We can see this plainly in Horse and Rider (Lot 423), painted in 1994. The composition features a young, robed female atop a majestic horse, in regal repose and wearing angel's wings, staff in hand, and surrounded by a mysterious trio of child-priests. The three boys stand atop mysterious orbs, binoculars poised intently towards a far-off horizon. The three boy-priests and young girl all "wear" hats that float effortlessly above their heads. They stand before a plain, Northern European stable. The viewer's gaze darts back and forth between the foreground and background, through a series of contrasting and receding masses and spaces, a snapshot of a blue sky with a small airplane embarking in a contrasting direction. A discreet paternal figure leans curiously out of a far off window frame. The paternal figure in the distance is that of his German gallerist from the same period, the girl, the daughter of one of his early patrons. As such, the painting becomes a quiet puzzle, a metaphor for the artist's present circumstances but also a tableau alluding to the challenges of an artist embarking on his own unique journey. Liu Ye gives equal weight to content and form, resulting in works that have the grace and rigor of Mondrian, but which also bear considerable emotional and symbolic weight and which reflect the personal journey of the artist.

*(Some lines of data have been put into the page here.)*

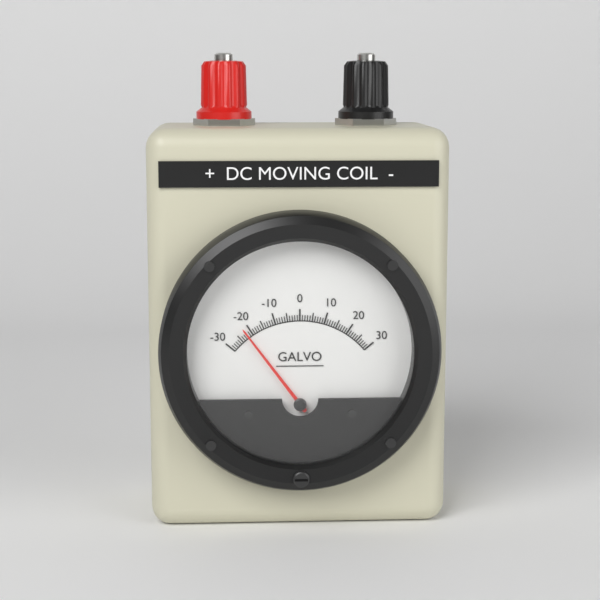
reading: -22 (no unit)
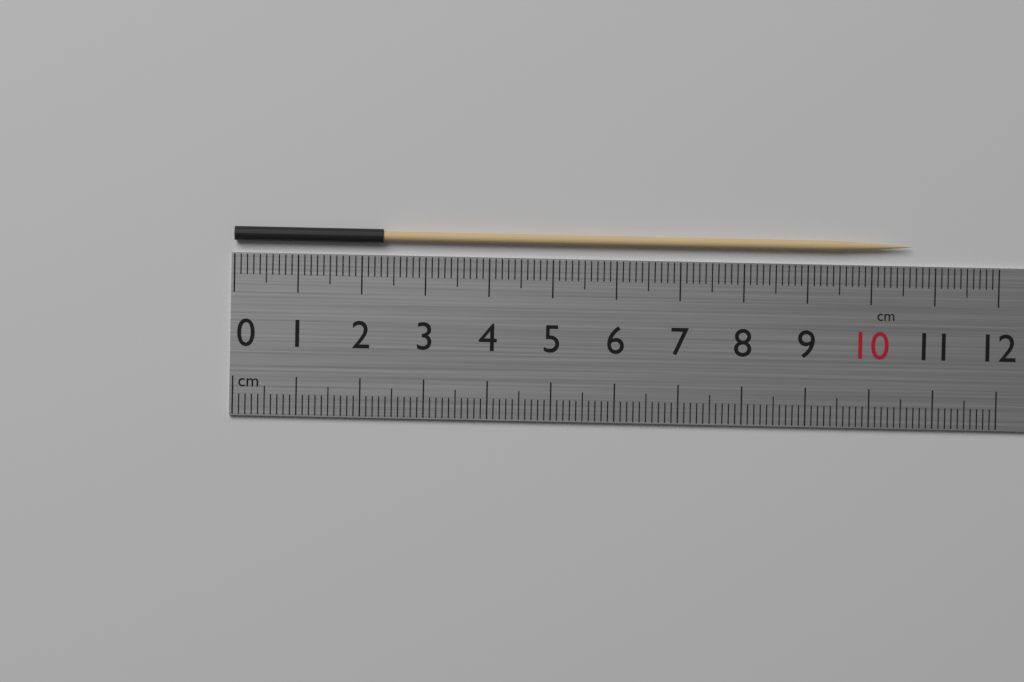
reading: 10.6 cm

In Composition for Mondrian (Lot 424), painted just one year later, we can see the further distillation of Liu's themes and methods. In a shallow interior space, the artist-as-child plays hide-and-seek with his muse, Rene Magritte, a winged priest-like figure who hovers improbably from a single blue balloon at the center of the canvas. The perpendicular and parallel lines of the floor where it meets the wall, the legs and slats of the chair, the edge of the curtain, all gently parallel the edges of the canvas itself, and, coupled with the reds, yellows, whites and blues of the composition, are further echoed by the presence of Mondrian's canvas itself, leaning gently against the wall, partially hidden by the long curtain.

The artist-as-child plays an ineffectual game of hide-and-seek, as he peers in plain view through the slats of the simple chair. This might also suggest child's play as a mock-prisoner, suggesting Liu's ambivalence as an artist, honoring his heroes while also seeking to escape them. This tableau also introduces essential aesthetic, philosophical and visual dualities that would be present in many of Liu's works henceforth: the play between that which is hidden and that which is revealed, between revelation and obscurity, between truth and mystery, between outer form and inner expression. Like a conductor commanding his symphony, between Horse and Rider and Composition for Mondrian, we see Liu at play with the themes, symbols and aesthetic strategies that have set him apart from his contemporaries and have established him as one of the most compelling painters of his generation.